Tuesday 1st May 2001 |
Text too small? |
So, you believed ex-reformist finance minister Roger Douglas when he said New Zealand was pretty much deregulated - if you ignore the odd well-debated agricultural monopoly here or 5% import duty there. Then you'll be astonished to learn that the pharmacy industry is governed by a set of laws as illogical in our free market economy as they are arcane. Look at these rules, unchanged since the 1954 Pharmacy Amendment Act:
The Pharmacy Society argues that consumers get a better deal under these regulations, though it's a hard argument to justify. There's nothing to suggest that the Boots chain provides worse service or patient care than your local New Zealand pharmacy. In fact, a recent government-funded study showed that our pharmacists aren't necessarily paragons of professionalism. When mystery shoppers visited 180 pharmacies to buy two restricted medicines, almost 20% of pharmacies failed to ask the questions they are supposed to. Ownership regulation also prevents big competition and the sort of efficiencies of scale that ought to provide savings to customers. (Compounding the nonsense is that the rules don't apply to urgent pharmacies, the sort that only dispense drugs in the middle of the night. Figure that one out.)
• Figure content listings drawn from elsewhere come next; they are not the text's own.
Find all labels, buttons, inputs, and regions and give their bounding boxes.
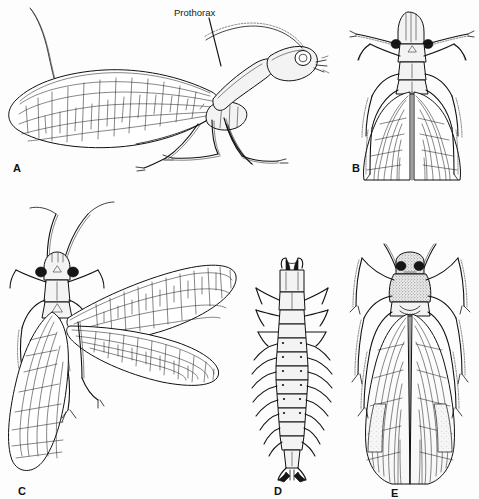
panel-letter-c: C — [18, 486, 26, 497]
prothorax-label: Prothorax — [174, 8, 215, 18]
insect-plate-figure: .ln{fill:none;stroke:#111;stroke-width:0… — [0, 0, 479, 499]
panel-letter-d: D — [274, 486, 282, 497]
panel-letter-b: B — [352, 163, 360, 174]
panel-letter-a: A — [13, 163, 21, 174]
plate-artwork: .ln{fill:none;stroke:#111;stroke-width:0… — [0, 0, 479, 499]
panel-letter-e: E — [391, 488, 399, 499]
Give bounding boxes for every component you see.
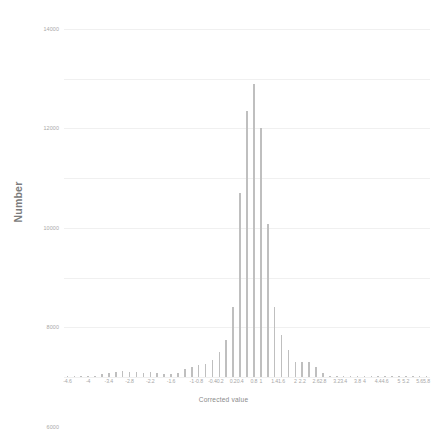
x-axis-tick-label: 2.8 xyxy=(319,378,326,384)
x-axis-tick-label: -1.6 xyxy=(167,378,176,384)
bar xyxy=(274,307,276,377)
x-axis-ticks: -4.6-4-3.4-2.8-2.2-1.6-1-0.8-0.4-0.20.20… xyxy=(64,378,430,390)
bar xyxy=(198,365,200,377)
bar xyxy=(398,376,400,377)
bar xyxy=(232,307,234,377)
x-axis-tick-label: 5.2 xyxy=(402,378,409,384)
bar xyxy=(80,376,82,377)
bar xyxy=(412,376,414,377)
y-axis-tick-label: 12000 xyxy=(44,125,60,131)
bar xyxy=(239,193,241,377)
bar xyxy=(371,376,373,377)
x-axis-tick-label: 1.6 xyxy=(278,378,285,384)
bar xyxy=(101,374,103,377)
y-axis-tick-label: 10000 xyxy=(44,225,60,231)
y-axis-tick-label: 8000 xyxy=(47,324,59,330)
bar xyxy=(426,376,428,377)
bar xyxy=(357,376,359,377)
bar xyxy=(191,367,193,377)
bar xyxy=(364,376,366,377)
bar xyxy=(391,376,393,377)
bar xyxy=(419,376,421,377)
bar xyxy=(225,340,227,377)
bar xyxy=(156,373,158,377)
x-axis-title: Corrected value xyxy=(0,396,447,403)
bar xyxy=(308,362,310,377)
x-axis-tick-label: 2.6 xyxy=(313,378,320,384)
x-axis-tick-label: -4 xyxy=(86,378,90,384)
y-axis-tick-label: 14000 xyxy=(44,26,60,32)
bar xyxy=(170,374,172,377)
bar xyxy=(177,373,179,377)
bar xyxy=(205,364,207,377)
x-axis-tick-label: 4.6 xyxy=(382,378,389,384)
bar xyxy=(336,376,338,377)
y-axis-title: Number xyxy=(12,167,24,237)
bar xyxy=(350,376,352,377)
x-axis-tick-label: 2.2 xyxy=(299,378,306,384)
x-axis-tick-label: 2 xyxy=(294,378,297,384)
x-axis-tick-label: 5 xyxy=(398,378,401,384)
x-axis-tick-label: 4 xyxy=(363,378,366,384)
bar xyxy=(94,376,96,377)
bar xyxy=(184,369,186,377)
x-axis-tick-label: -2.8 xyxy=(125,378,134,384)
x-axis-tick-label: -3.4 xyxy=(105,378,114,384)
bar xyxy=(260,128,262,377)
bar xyxy=(405,376,407,377)
x-axis-tick-label: 5.8 xyxy=(423,378,430,384)
x-axis-tick-label: 3.4 xyxy=(340,378,347,384)
x-axis-tick-label: 0.2 xyxy=(230,378,237,384)
bar xyxy=(163,374,165,377)
bar xyxy=(329,376,331,377)
bar xyxy=(136,372,138,377)
histogram-chart: Number 02000400060008000100001200014000 … xyxy=(0,0,447,430)
x-axis-tick-label: -1 xyxy=(190,378,194,384)
bar xyxy=(315,367,317,377)
bar xyxy=(322,373,324,377)
bar xyxy=(108,373,110,377)
x-axis-tick-label: -4.6 xyxy=(63,378,72,384)
x-axis-tick-label: 1.4 xyxy=(271,378,278,384)
bar xyxy=(150,372,152,377)
x-axis-tick-label: 3.8 xyxy=(354,378,361,384)
bar xyxy=(143,373,145,377)
bar xyxy=(67,376,69,377)
bar xyxy=(122,371,124,377)
bar xyxy=(343,376,345,377)
bar xyxy=(87,376,89,377)
bar xyxy=(115,372,117,377)
plot-area: 02000400060008000100001200014000 xyxy=(64,29,430,377)
x-axis-tick-label: 4.4 xyxy=(375,378,382,384)
bar xyxy=(219,352,221,377)
y-axis-tick-label: 6000 xyxy=(47,424,59,430)
bar xyxy=(288,350,290,377)
bar-series xyxy=(64,29,430,377)
x-axis-tick-label: 5.6 xyxy=(416,378,423,384)
x-axis-tick-label: -0.8 xyxy=(194,378,203,384)
x-axis-tick-label: -2.2 xyxy=(146,378,155,384)
bar xyxy=(267,224,269,377)
bar xyxy=(129,372,131,377)
bar xyxy=(253,84,255,377)
bar xyxy=(74,376,76,377)
x-axis-tick-label: 1 xyxy=(259,378,262,384)
bar xyxy=(377,376,379,377)
bar xyxy=(295,362,297,377)
bar xyxy=(212,360,214,377)
bar xyxy=(281,335,283,377)
bar xyxy=(246,111,248,377)
bar xyxy=(301,362,303,377)
bar xyxy=(384,376,386,377)
x-axis-tick-label: 3.2 xyxy=(333,378,340,384)
x-axis-tick-label: -0.2 xyxy=(215,378,224,384)
x-axis-tick-label: 0.4 xyxy=(237,378,244,384)
x-axis-tick-label: 0.8 xyxy=(250,378,257,384)
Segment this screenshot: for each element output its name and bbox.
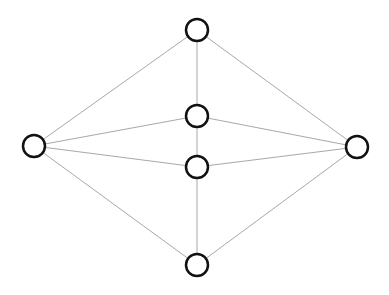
node-mid-upper: [186, 105, 208, 127]
node-left: [23, 135, 45, 157]
edge-mid-upper-right: [197, 116, 357, 147]
nodes-group: [23, 19, 368, 276]
edge-bottom-right: [197, 147, 357, 265]
node-top: [186, 19, 208, 41]
node-mid-lower: [186, 156, 208, 178]
edge-top-right: [197, 30, 357, 147]
edge-mid-upper-left: [34, 116, 197, 146]
edges-group: [34, 30, 357, 265]
edge-mid-lower-right: [197, 147, 357, 167]
node-bottom: [186, 254, 208, 276]
edge-top-left: [34, 30, 197, 146]
graph-diagram: [0, 0, 389, 295]
node-right: [346, 136, 368, 158]
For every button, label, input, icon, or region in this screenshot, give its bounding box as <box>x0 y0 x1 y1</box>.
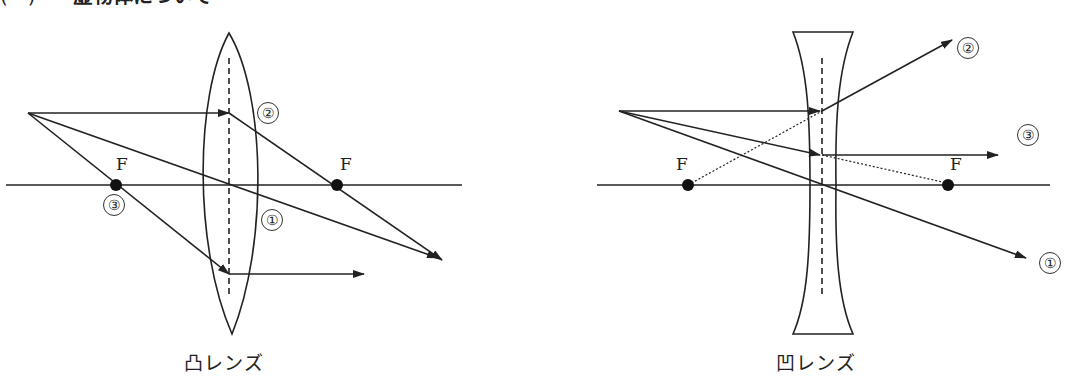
concave-ray-3-incident <box>619 111 820 155</box>
convex-focal-point-right <box>331 179 343 191</box>
convex-lens-diagram <box>6 33 462 334</box>
convex-lens-caption: 凸レンズ <box>184 348 264 375</box>
concave-focal-point-right <box>942 179 954 191</box>
concave-lens-caption: 凹レンズ <box>776 348 856 375</box>
convex-focal-label-left: F <box>116 154 128 174</box>
convex-focal-label-right: F <box>340 154 352 174</box>
concave-ray-3-virtual <box>822 155 947 183</box>
concave-focal-label-right: F <box>950 154 962 174</box>
concave-focal-point-left <box>682 179 694 191</box>
concave-ray-1-marker: ① <box>1039 252 1061 274</box>
convex-lens-shape <box>203 33 258 334</box>
convex-ray-3-incident <box>28 113 229 274</box>
concave-lens-diagram <box>597 32 1050 334</box>
convex-ray-2-marker: ② <box>257 102 279 124</box>
convex-focal-point-left <box>110 179 122 191</box>
convex-ray-1-marker: ① <box>261 209 283 231</box>
concave-ray-2-virtual <box>688 111 822 185</box>
lens-diagrams <box>0 0 1078 384</box>
convex-ray-3-marker: ③ <box>103 194 125 216</box>
concave-ray-3-marker: ③ <box>1017 124 1039 146</box>
concave-lens-shape <box>793 32 853 334</box>
concave-focal-label-left: F <box>676 154 688 174</box>
concave-ray-2-marker: ② <box>957 37 979 59</box>
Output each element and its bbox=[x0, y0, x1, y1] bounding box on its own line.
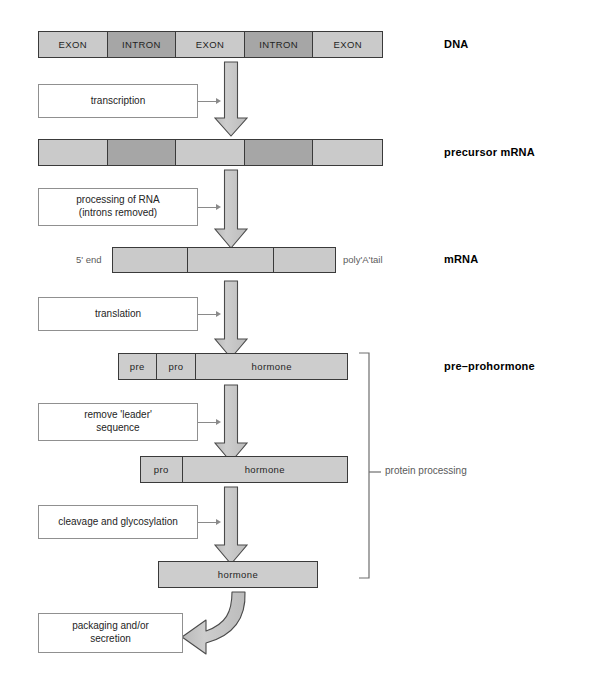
segment-exon-1: EXON bbox=[39, 32, 108, 57]
segment-pro: pro bbox=[157, 354, 197, 379]
stage-label-pre-prohormone: pre–prohormone bbox=[444, 360, 535, 372]
segment-exon-3 bbox=[313, 140, 382, 165]
bar-hormone: hormone bbox=[158, 561, 318, 588]
process-box-cleavage: cleavage and glycosylation bbox=[38, 505, 198, 539]
process-box-packaging: packaging and/or secretion bbox=[38, 613, 183, 653]
process-label-rna-processing-line2: (introns removed) bbox=[79, 207, 157, 220]
process-label-packaging-line1: packaging and/or bbox=[72, 620, 149, 633]
stage-label-mrna: mRNA bbox=[444, 253, 478, 265]
connector-arrowhead-transcription bbox=[216, 98, 221, 104]
segment-hormone: hormone bbox=[196, 354, 347, 379]
process-label-rna-processing-line1: processing of RNA bbox=[76, 194, 159, 207]
process-label-cleavage: cleavage and glycosylation bbox=[58, 516, 178, 529]
bar-precursor-mrna bbox=[38, 139, 383, 166]
label-five-prime-end: 5' end bbox=[76, 254, 102, 265]
connector-arrowhead-translation bbox=[216, 311, 221, 317]
connector-arrowhead-rna-processing bbox=[216, 204, 221, 210]
segment-exon-3 bbox=[274, 248, 335, 272]
label-poly-a-tail: poly'A'tail bbox=[343, 254, 383, 265]
connector-rna-processing bbox=[198, 207, 216, 208]
segment-hormone: hormone bbox=[183, 457, 347, 482]
process-box-remove-leader: remove 'leader' sequence bbox=[38, 403, 198, 441]
bar-pre-prohormone: pre pro hormone bbox=[118, 353, 348, 380]
stage-label-dna: DNA bbox=[444, 38, 468, 50]
segment-exon-1 bbox=[113, 248, 188, 272]
bar-mrna bbox=[112, 247, 336, 273]
bar-dna: EXON INTRON EXON INTRON EXON bbox=[38, 31, 383, 58]
process-label-remove-leader-line1: remove 'leader' bbox=[84, 409, 152, 422]
protein-processing-bracket bbox=[359, 353, 381, 578]
process-label-transcription: transcription bbox=[91, 95, 145, 108]
connector-cleavage bbox=[198, 522, 216, 523]
segment-intron-1: INTRON bbox=[108, 32, 177, 57]
connector-transcription bbox=[198, 101, 216, 102]
segment-exon-1 bbox=[39, 140, 108, 165]
segment-exon-2: EXON bbox=[176, 32, 245, 57]
process-box-rna-processing: processing of RNA (introns removed) bbox=[38, 188, 198, 226]
connector-remove-leader bbox=[198, 422, 216, 423]
segment-pre: pre bbox=[119, 354, 157, 379]
arrow-cleavage bbox=[215, 487, 247, 564]
segment-intron-2 bbox=[245, 140, 314, 165]
segment-exon-2 bbox=[188, 248, 273, 272]
segment-exon-3: EXON bbox=[313, 32, 382, 57]
process-box-transcription: transcription bbox=[38, 84, 198, 118]
diagram-canvas: EXON INTRON EXON INTRON EXON DNA transcr… bbox=[0, 0, 590, 677]
stage-label-precursor-mrna: precursor mRNA bbox=[444, 146, 535, 158]
segment-intron-1 bbox=[108, 140, 177, 165]
process-label-remove-leader-line2: sequence bbox=[96, 422, 139, 435]
connector-translation bbox=[198, 314, 216, 315]
bracket-label-protein-processing: protein processing bbox=[385, 465, 467, 476]
segment-exon-2 bbox=[176, 140, 245, 165]
arrow-packaging-curved bbox=[182, 592, 245, 654]
segment-pro: pro bbox=[141, 457, 183, 482]
process-label-translation: translation bbox=[95, 308, 141, 321]
bar-prohormone: pro hormone bbox=[140, 456, 348, 483]
connector-arrowhead-cleavage bbox=[216, 519, 221, 525]
segment-hormone: hormone bbox=[159, 562, 317, 587]
process-box-translation: translation bbox=[38, 297, 198, 331]
process-label-packaging-line2: secretion bbox=[90, 633, 131, 646]
segment-intron-2: INTRON bbox=[245, 32, 314, 57]
arrow-translation bbox=[215, 281, 247, 358]
connector-arrowhead-remove-leader bbox=[216, 419, 221, 425]
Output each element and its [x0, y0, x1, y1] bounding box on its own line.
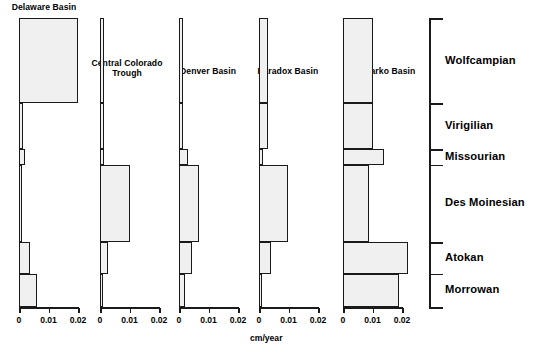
bar-5-des-moinesian: [343, 165, 369, 242]
bar-4-morrowan: [259, 274, 262, 307]
bar-5-morrowan: [343, 274, 399, 307]
x-tick-1-0: [19, 308, 21, 313]
x-tick-2-0: [100, 308, 102, 313]
x-tick-4-0: [259, 308, 261, 313]
stage-bracket-tick-6: [429, 307, 443, 309]
stage-label-virigilian: Virigilian: [445, 119, 493, 131]
bar-5-wolfcampian: [343, 18, 373, 103]
x-tick-4-1: [289, 308, 291, 313]
stage-label-atokan: Atokan: [445, 251, 484, 263]
stage-bracket-tick-4: [429, 242, 443, 244]
bar-4-atokan: [259, 242, 271, 274]
bar-2-missourian: [100, 149, 104, 164]
stage-bracket-tick-3: [429, 165, 443, 167]
bar-1-morrowan: [19, 274, 37, 307]
sedimentation-rate-figure: Delaware Basin00.010.02Central Colorado …: [0, 0, 555, 357]
bar-3-wolfcampian: [179, 18, 183, 103]
stage-bracket-tick-2: [429, 149, 443, 151]
x-tick-2-2: [159, 308, 161, 313]
stage-bracket-tick-1: [429, 103, 443, 105]
bar-3-des-moinesian: [179, 165, 199, 242]
x-tick-5-0: [343, 308, 345, 313]
bar-4-wolfcampian: [259, 18, 268, 103]
bar-1-des-moinesian: [19, 165, 22, 242]
stage-label-morrowan: Morrowan: [445, 283, 499, 295]
x-tick-4-2: [318, 308, 320, 313]
x-tick-2-1: [130, 308, 132, 313]
bar-4-missourian: [259, 149, 263, 164]
x-tick-3-0: [179, 308, 181, 313]
x-tick-1-2: [78, 308, 80, 313]
x-tick-3-2: [238, 308, 240, 313]
bar-2-atokan: [100, 242, 108, 274]
x-axis-unit-label: cm/year: [250, 333, 283, 343]
bar-2-des-moinesian: [100, 165, 130, 242]
panel-title-2: Central Colorado Trough: [87, 58, 167, 79]
bar-5-missourian: [343, 149, 384, 164]
panel-title-1: Delaware Basin: [0, 2, 92, 12]
bar-2-virigilian: [100, 103, 104, 149]
bar-1-missourian: [19, 149, 25, 164]
bar-1-wolfcampian: [19, 18, 78, 103]
bar-1-atokan: [19, 242, 30, 274]
bar-1-virigilian: [19, 103, 23, 149]
bar-4-des-moinesian: [259, 165, 288, 242]
bar-3-virigilian: [179, 103, 183, 149]
bar-4-virigilian: [259, 103, 268, 149]
stage-bracket-spine: [429, 18, 431, 307]
bar-3-morrowan: [179, 274, 185, 307]
bar-5-atokan: [343, 242, 408, 274]
bar-5-virigilian: [343, 103, 373, 149]
x-tick-3-1: [209, 308, 211, 313]
x-ticklabel-5-2: 0.02: [384, 315, 420, 325]
stage-bracket-tick-5: [429, 274, 443, 276]
bar-3-atokan: [179, 242, 192, 274]
stage-label-des-moinesian: Des Moinesian: [445, 196, 525, 208]
bar-2-wolfcampian: [100, 18, 104, 103]
x-tick-5-1: [373, 308, 375, 313]
bar-3-missourian: [179, 149, 188, 164]
bar-2-morrowan: [100, 274, 103, 307]
x-tick-5-2: [402, 308, 404, 313]
stage-bracket-tick-0: [429, 18, 443, 20]
x-tick-1-1: [49, 308, 51, 313]
stage-label-wolfcampian: Wolfcampian: [445, 54, 516, 66]
stage-label-missourian: Missourian: [445, 150, 505, 162]
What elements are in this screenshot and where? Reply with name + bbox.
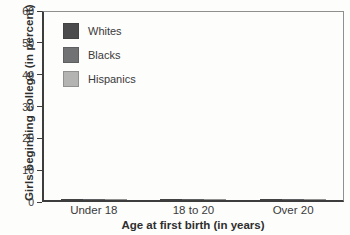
y-axis: 0102030405060 — [0, 11, 42, 202]
y-tick: 60 — [4, 5, 42, 17]
bar-whites-18-to-20 — [160, 199, 182, 200]
legend-item-whites: Whites — [63, 23, 136, 39]
bar-hispanics-over-20 — [304, 199, 326, 200]
x-axis-title: Age at first birth (in years) — [42, 219, 344, 231]
x-category-label: Over 20 — [273, 204, 314, 216]
y-tick: 50 — [4, 37, 42, 49]
y-tick: 20 — [4, 132, 42, 144]
y-tick-label: 30 — [4, 101, 37, 113]
x-category-label: 18 to 20 — [173, 204, 215, 216]
y-tick-label: 60 — [4, 5, 37, 17]
legend-label: Blacks — [88, 49, 120, 61]
y-tick: 40 — [4, 69, 42, 81]
legend-swatch — [63, 23, 79, 39]
bar-group-over-20: Over 20 — [260, 199, 326, 200]
bar-group-18-to-20: 18 to 20 — [160, 199, 226, 200]
legend-label: Hispanics — [88, 73, 136, 85]
legend-item-hispanics: Hispanics — [63, 71, 136, 87]
y-tick-label: 40 — [4, 69, 37, 81]
legend: WhitesBlacksHispanics — [63, 23, 136, 87]
bar-chart-figure: Girls beginning college (in percent) 010… — [0, 0, 350, 235]
bar-blacks-under-18 — [83, 199, 105, 200]
y-tick: 10 — [4, 164, 42, 176]
x-category-label: Under 18 — [70, 204, 117, 216]
legend-swatch — [63, 47, 79, 63]
legend-label: Whites — [88, 25, 122, 37]
y-tick-label: 10 — [4, 164, 37, 176]
y-tick: 0 — [4, 196, 42, 208]
bar-blacks-18-to-20 — [182, 199, 204, 200]
y-tick: 30 — [4, 101, 42, 113]
bar-hispanics-under-18 — [105, 199, 127, 200]
y-tick-label: 0 — [4, 196, 37, 208]
bar-group-under-18: Under 18 — [61, 199, 127, 200]
bar-blacks-over-20 — [282, 199, 304, 200]
y-tick-label: 50 — [4, 37, 37, 49]
bar-whites-over-20 — [260, 199, 282, 200]
plot-area: Under 1818 to 20Over 20 WhitesBlacksHisp… — [42, 11, 344, 202]
bar-hispanics-18-to-20 — [204, 199, 226, 200]
legend-swatch — [63, 71, 79, 87]
legend-item-blacks: Blacks — [63, 47, 136, 63]
y-tick-label: 20 — [4, 132, 37, 144]
bar-whites-under-18 — [61, 199, 83, 200]
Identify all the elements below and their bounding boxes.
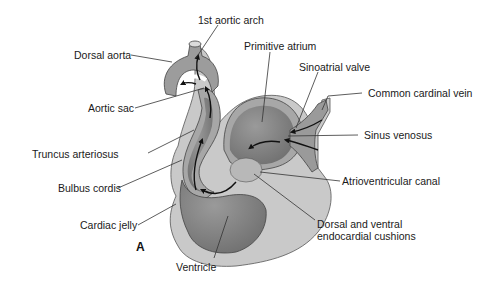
label-1st-aortic-arch: 1st aortic arch bbox=[198, 14, 264, 26]
panel-letter: A bbox=[136, 240, 145, 254]
label-aortic-sac: Aortic sac bbox=[88, 102, 134, 114]
label-truncus-arteriosus: Truncus arteriosus bbox=[32, 148, 119, 160]
label-common-cardinal-vein: Common cardinal vein bbox=[368, 87, 472, 99]
label-dorsal-aorta: Dorsal aorta bbox=[74, 49, 131, 61]
label-ventricle: Ventricle bbox=[176, 261, 216, 273]
label-bulbus-cordis: Bulbus cordis bbox=[58, 182, 121, 194]
label-sinoatrial-valve: Sinoatrial valve bbox=[299, 61, 370, 73]
label-endocardial-cushions-line1: Dorsal and ventral bbox=[317, 218, 402, 230]
label-primitive-atrium: Primitive atrium bbox=[244, 40, 316, 52]
label-atrioventricular-canal: Atrioventricular canal bbox=[342, 175, 440, 187]
label-sinus-venosus: Sinus venosus bbox=[364, 129, 432, 141]
label-cardiac-jelly: Cardiac jelly bbox=[80, 219, 137, 231]
label-endocardial-cushions-line2: endocardial cushions bbox=[317, 230, 416, 242]
embryonic-heart-diagram: 1st aortic arch Dorsal aorta Primitive a… bbox=[0, 0, 494, 284]
endocardial-cushions-shape bbox=[230, 158, 262, 182]
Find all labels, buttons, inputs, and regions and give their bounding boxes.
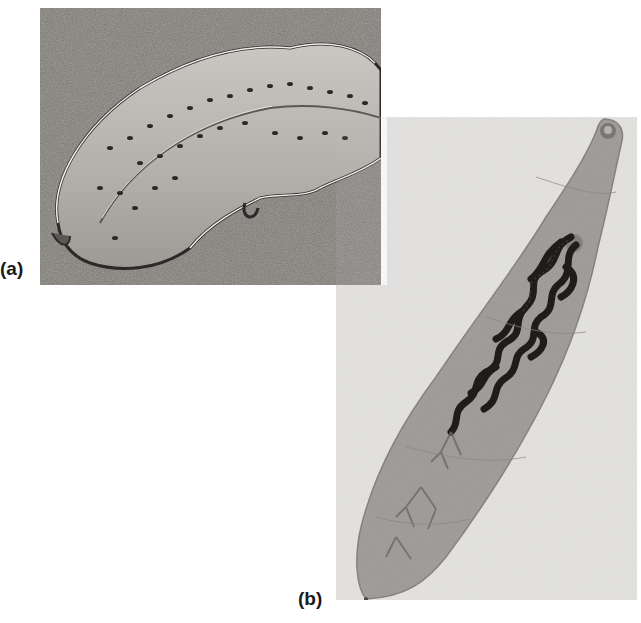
flatworm-illustration [40, 8, 381, 285]
photo-fluke [336, 285, 637, 600]
panel-label-b: (b) [298, 588, 322, 610]
panel-label-a: (a) [0, 258, 23, 280]
photo-flatworm [40, 8, 381, 285]
photo-fluke-top [387, 117, 637, 285]
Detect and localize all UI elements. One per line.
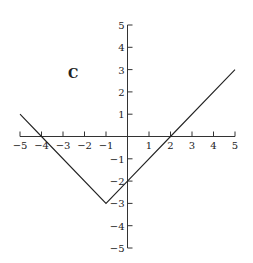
axes — [20, 25, 235, 248]
x-tick-label: −1 — [99, 140, 114, 151]
x-tick-label: 3 — [189, 140, 195, 151]
y-tick-label: −1 — [110, 154, 125, 165]
y-tick-label: −2 — [110, 176, 125, 187]
y-tick-label: 4 — [118, 42, 124, 53]
x-tick-label: 1 — [146, 140, 152, 151]
x-tick-label: 4 — [210, 140, 216, 151]
function-graph: −5−4−3−2−112345−5−4−3−2−112345 C — [0, 0, 253, 263]
y-tick-label: 5 — [118, 20, 124, 31]
y-tick-label: 3 — [118, 65, 124, 76]
y-tick-label: 1 — [118, 109, 124, 120]
y-tick-label: 2 — [118, 87, 124, 98]
y-tick-label: −4 — [110, 221, 125, 232]
x-tick-label: −3 — [56, 140, 71, 151]
x-tick-label: 2 — [167, 140, 173, 151]
panel-label: C — [68, 66, 78, 81]
y-tick-label: −3 — [110, 198, 125, 209]
x-tick-label: −5 — [13, 140, 28, 151]
x-tick-label: −2 — [77, 140, 92, 151]
y-tick-label: −5 — [110, 243, 125, 254]
x-tick-label: 5 — [232, 140, 238, 151]
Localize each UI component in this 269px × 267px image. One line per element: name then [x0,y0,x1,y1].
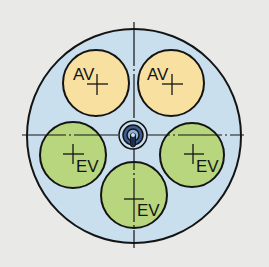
valve-layout-diagram: AV AV EV EV EV [0,0,269,267]
ev-bottom-label: EV [137,201,160,220]
ev-right-circle [160,123,224,187]
center-hub-icon [119,121,147,149]
av-left-label: AV [73,65,95,84]
av-right-label: AV [147,65,169,84]
port-av-right: AV [138,50,204,116]
ev-right-label: EV [196,157,219,176]
port-av-left: AV [63,50,129,116]
diagram-canvas: AV AV EV EV EV [0,0,269,267]
port-ev-right: EV [160,123,224,187]
ev-left-label: EV [76,157,99,176]
port-ev-left: EV [40,122,106,188]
If consumers aren't getting a better deal, given nearly 20 years of reformist zeal in New Zealand and lobbying from supermarkets and others, the industry must have a killer argument against deregulation, right?
Right. Now don't laugh - this argument is for real, quoted by no less than three Unlimited sources, including a representative of the Health Minister and the head of the highly respected Pharmaceutical Society of New Zealand. Deregulation of pharmacy ownership, they say, equals open slather, which in turn equals Mongrel Mob members being able to buy up pharmacies and help themselves to drugs. Yes, they actually mention the Mongrel Mob.
A sensible argument? Quite apart from the fact that the ethical operation of any pharmacy, Mongrel Mob-owned or not, would presumably remain in the hands of a pharmacist, even the experts say there isn't anything stopping a gang member from training as a pharmacist (though they may have a little trouble registering with the Pharmaceutical Society if they have a criminal conviction under their belt). And are New Zealand pharmacists really suggesting that the UK's Boots chain is in danger of being infiltrated by gang drug-lords, to the detriment of patient care?
No, to Unlimited it looks like this is protection, pure and simple.
Is this outdated regime set to change, as the government's Health Professional Competency Assurance legislation, due in April 2002, repeals a plethora of legislation relating to the primary health sector? Doesn't look like it. Both government and pharmacist lobbyists say that there are more important issues at stake, and they don't want to compromise useful discussion on how to improve patient health with endless arguments about barriers to pharmacy ownership.
Sorry, Mongrel Mob, but it's back to the pharmacy textbooks.